Tuesday, May 14, 2019

Raindrops on Roses (Part Eighteen): The Hypothetical Screen-Novel

To reiterate what I said in my introduction post (see Raindrops on Roses part Fifteen-and-a-Half), I wanted to talk about adaptations of computer screens, but I couldn’t think of a good book that did something similar to match the film/game/book sets I had been doing. So instead I plan to describe how the aspects that make Searching and Secret Little Haven work might translate over to a less visual medium.

Some books aren’t entirely without visuals, of course. The graphic novel medium could potentially use the computer screen quite well. It presents a similar limitation to Richard McGuire’s Here, where instead of a single place presented over multiple time periods, the novel could depict a single screen, following the cursor around just like a film might. Individual windows could be treated like different panels and such, for example.

This does run into the problem of separating itself wholly from its filmic inspirations. At best, what I’ve just done is describe a storyboard for something like Searching. And, I mean, it works. I could see something done like this, but that’s not what I was going into this piece trying to explore.

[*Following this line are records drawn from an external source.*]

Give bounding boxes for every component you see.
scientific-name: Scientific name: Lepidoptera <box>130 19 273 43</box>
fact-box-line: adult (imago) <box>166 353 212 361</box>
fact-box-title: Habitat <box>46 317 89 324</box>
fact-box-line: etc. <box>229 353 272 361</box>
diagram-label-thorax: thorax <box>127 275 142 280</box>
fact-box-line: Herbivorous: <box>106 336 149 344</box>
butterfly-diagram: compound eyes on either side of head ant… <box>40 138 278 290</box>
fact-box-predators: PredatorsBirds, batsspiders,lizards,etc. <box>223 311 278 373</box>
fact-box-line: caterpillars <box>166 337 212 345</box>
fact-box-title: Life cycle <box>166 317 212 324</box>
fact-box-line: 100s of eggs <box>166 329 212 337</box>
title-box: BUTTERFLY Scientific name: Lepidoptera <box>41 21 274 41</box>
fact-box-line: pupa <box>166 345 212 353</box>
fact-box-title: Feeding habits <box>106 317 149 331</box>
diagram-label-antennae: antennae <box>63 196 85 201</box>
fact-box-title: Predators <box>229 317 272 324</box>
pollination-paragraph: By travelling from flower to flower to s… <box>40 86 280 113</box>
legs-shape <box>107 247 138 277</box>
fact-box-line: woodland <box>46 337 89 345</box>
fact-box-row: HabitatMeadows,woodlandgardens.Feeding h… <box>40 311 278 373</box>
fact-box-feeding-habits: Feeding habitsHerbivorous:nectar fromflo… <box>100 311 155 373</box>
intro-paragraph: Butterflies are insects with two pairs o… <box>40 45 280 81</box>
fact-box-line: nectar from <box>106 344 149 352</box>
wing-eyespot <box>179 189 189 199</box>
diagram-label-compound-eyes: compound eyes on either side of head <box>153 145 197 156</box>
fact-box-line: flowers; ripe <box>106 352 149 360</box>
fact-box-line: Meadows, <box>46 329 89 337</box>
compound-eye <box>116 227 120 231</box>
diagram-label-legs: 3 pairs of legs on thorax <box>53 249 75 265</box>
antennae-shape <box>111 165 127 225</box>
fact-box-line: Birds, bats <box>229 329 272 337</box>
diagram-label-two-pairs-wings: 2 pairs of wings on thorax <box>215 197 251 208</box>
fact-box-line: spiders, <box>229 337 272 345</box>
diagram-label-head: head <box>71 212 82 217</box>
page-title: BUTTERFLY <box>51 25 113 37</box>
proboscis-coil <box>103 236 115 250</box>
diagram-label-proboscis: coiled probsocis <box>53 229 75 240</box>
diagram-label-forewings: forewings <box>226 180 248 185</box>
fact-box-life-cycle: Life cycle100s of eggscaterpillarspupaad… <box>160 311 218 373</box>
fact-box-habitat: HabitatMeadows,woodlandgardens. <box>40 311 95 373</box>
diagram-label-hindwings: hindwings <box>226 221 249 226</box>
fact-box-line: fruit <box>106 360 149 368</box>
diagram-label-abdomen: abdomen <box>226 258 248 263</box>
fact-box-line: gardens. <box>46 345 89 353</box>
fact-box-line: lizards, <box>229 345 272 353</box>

We learned from Searching that introducing characters before reducing them to IRC messages helps the audience, largely by letting them get to know that character in a different context first. And we learned from Secret Little Haven that a sort of melodramatic earnestness goes a long way. If all your characters have their emotions written on their sleeve, interpreting their messages as anything other than the obvious becomes difficult, if not impossible.

Both of these lessons operate under the assumption that the aesthetic problem gets solved, i.e., how do you make a book look like a computer screen? The closest I can think of is the “documentary novel” Nothing But The Truth by Avi. It’s written in a semi-script format, which serves to hide both critical details about the truth behind certain events but also many of its characters’ motivations. So even that example is not perfect. It runs counter to the emotional honesty that the previous two examples provided, obfuscating rather than illuminating.

What we’re looking for, therefore, is a novel that eschews traditional formatting in favor of (probably) text messages, IRC chat, or some other format that reduces description. It preferably needs to have earnest characters, each of whom get little introduction scenes before being pulled into the larger narrative.

I don’t know if that book exists yet. If it does, I haven’t read it yet. It might be a bit of a mess, to be honest, though I also think a lot of books sound like a bit of a mess when you boil them down to a paragraph of description. But it would be neat to see if it matches the same mood that those other examples do.